Barracuda Networks inched closer to realizing its secure access service edge (SASE) aspirations today with the launch of its CloudGen WAN platform. Built on Microsoft Azure Virtual WAN, the SD-WAN offering fills a gap in Barracuda's emerging SASE platform.

The service can be deployed directly from the Azure marketplace and is designed to tie into Barracuda's existing next-generation firewalls at the edge.

"Azure has been a great partner for Barracuda for many years," said Tim Jefferson, SVP of engineering at Barracuda, in an interview with SDxCentral. "When they launched the [virtual WAN] product, we saw that as an interesting construct that we could use to solve customer problems together."

Unlike a traditional SD-WAN deployment, once traffic reaches the nearest Azure data center, it's routed across the cloud provider's network to its destination. Barracuda claims that this cloud-based architecture eliminates the need for expensive and rigid MPLS circuits and allows the network to be sized in accordance with demand.

"Now you can build your WAN dynamically," he said. "Because we were able to partner with Microsoft and deploy that natively, that removes a lot of the deployment and management friction."

Rethinking SD-WAN

SD-WAN-like functionality isn't actually new for Barracuda. The company is already generating IPsec tunnels between its firewall appliances using its Tina protocol, according to Jefferson. However, he said this approach has become something of an "anti-pattern" as customers continue to switch to software-as-a-service applications (SaaS).

"The big pivot that we did see happening in the market was around SASE, and this highly-accelerated adoption that customers are having with SaaS applications," said Jefferson, adding that many customers that are resistant to this move are being forced to adapt as software vendors make the leap to SaaS models.

This cloud-based approach to SD-WAN is better suited to address the needs of customers today, Jefferson said.

Security at the Edge

While many SASE vendors, including VMware and Palo Alto Networks, have pushed much of their security stack into the service edge — the distributed network of points of presence in which the SASE architecture is hosted — Barracuda believes there is still a need to enforce security and routing policy at the branch.

"Instead of routing all traffic back to a cloud point — again, this is an anti-pattern for a lot of the SaaS providers — we wanted to combine the best of the SASE model while embracing the modern security principles around pushing controls out to the edge," Jefferson said. "It allows policy to be built and managed centrally, but now the enforcement, because we've got a next-generation firewall, we can enforce a lot of policies at the edge."

This is just one of the scenarios Barracuda is pursuing. The company also sees a future in which its SASE offering can be deployed entirely in software where a customer could spin up the SD-WAN environment from the Azure marketplace. Ultimately, deploying security functionality to the branch using virtual machines instead of hardware is the future, Jefferson said.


# Work to be completed:
Within the entries that follow, show each line where the word "diagram" occurs.

Records from a dataset:
===============

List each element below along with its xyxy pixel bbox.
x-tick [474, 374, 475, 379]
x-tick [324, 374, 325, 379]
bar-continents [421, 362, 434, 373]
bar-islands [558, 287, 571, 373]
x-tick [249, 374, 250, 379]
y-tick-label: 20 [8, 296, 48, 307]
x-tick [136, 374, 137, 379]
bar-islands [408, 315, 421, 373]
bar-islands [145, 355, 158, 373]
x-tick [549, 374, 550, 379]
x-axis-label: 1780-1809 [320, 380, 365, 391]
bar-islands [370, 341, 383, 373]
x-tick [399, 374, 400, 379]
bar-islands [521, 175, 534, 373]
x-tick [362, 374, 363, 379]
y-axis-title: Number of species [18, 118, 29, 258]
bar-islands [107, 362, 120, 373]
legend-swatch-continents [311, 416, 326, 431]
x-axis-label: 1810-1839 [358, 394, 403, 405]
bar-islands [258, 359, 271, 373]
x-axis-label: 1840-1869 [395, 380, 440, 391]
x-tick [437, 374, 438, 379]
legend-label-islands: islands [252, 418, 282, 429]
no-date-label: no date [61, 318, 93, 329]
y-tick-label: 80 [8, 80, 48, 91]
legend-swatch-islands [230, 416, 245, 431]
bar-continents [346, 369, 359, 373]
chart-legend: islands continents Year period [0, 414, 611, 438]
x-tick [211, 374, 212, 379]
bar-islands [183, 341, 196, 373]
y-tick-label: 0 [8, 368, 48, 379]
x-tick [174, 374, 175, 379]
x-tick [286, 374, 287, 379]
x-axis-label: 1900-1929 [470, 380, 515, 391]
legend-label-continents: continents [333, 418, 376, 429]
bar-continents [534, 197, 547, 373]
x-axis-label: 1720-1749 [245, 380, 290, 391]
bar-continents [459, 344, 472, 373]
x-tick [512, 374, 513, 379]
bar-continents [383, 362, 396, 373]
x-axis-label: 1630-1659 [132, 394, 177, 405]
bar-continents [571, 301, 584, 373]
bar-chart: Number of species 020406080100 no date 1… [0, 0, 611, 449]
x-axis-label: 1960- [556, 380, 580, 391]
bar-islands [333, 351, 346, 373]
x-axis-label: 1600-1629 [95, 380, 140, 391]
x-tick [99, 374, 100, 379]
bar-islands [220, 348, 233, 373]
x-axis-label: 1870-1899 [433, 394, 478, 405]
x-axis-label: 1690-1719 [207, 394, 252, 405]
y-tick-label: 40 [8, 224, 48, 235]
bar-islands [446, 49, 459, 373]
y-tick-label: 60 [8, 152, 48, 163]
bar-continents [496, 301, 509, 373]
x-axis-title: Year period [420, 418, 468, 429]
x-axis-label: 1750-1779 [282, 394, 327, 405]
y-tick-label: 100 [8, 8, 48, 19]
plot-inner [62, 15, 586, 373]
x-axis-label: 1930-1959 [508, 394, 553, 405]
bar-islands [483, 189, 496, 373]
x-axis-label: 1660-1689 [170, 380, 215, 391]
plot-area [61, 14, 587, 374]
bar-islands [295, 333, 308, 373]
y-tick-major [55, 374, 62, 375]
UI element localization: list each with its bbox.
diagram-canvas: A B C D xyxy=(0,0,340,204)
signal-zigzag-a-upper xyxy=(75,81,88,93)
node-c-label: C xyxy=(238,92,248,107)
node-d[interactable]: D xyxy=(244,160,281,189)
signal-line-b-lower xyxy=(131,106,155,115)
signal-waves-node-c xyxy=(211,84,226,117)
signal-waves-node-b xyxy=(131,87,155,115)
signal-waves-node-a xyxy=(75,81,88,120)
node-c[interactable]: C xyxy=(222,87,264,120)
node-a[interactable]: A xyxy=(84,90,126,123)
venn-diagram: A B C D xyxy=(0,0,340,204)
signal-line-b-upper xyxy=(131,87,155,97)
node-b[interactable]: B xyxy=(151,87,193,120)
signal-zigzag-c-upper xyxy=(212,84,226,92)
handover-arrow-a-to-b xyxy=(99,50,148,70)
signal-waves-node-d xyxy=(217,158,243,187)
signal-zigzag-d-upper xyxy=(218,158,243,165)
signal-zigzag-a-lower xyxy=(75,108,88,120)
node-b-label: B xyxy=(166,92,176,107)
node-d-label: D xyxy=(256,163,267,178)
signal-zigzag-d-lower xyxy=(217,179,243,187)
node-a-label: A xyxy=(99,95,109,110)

===============

# Your response:
diagram-canvas: A B C D xyxy=(0,0,340,204)
venn-diagram: A B C D xyxy=(0,0,340,204)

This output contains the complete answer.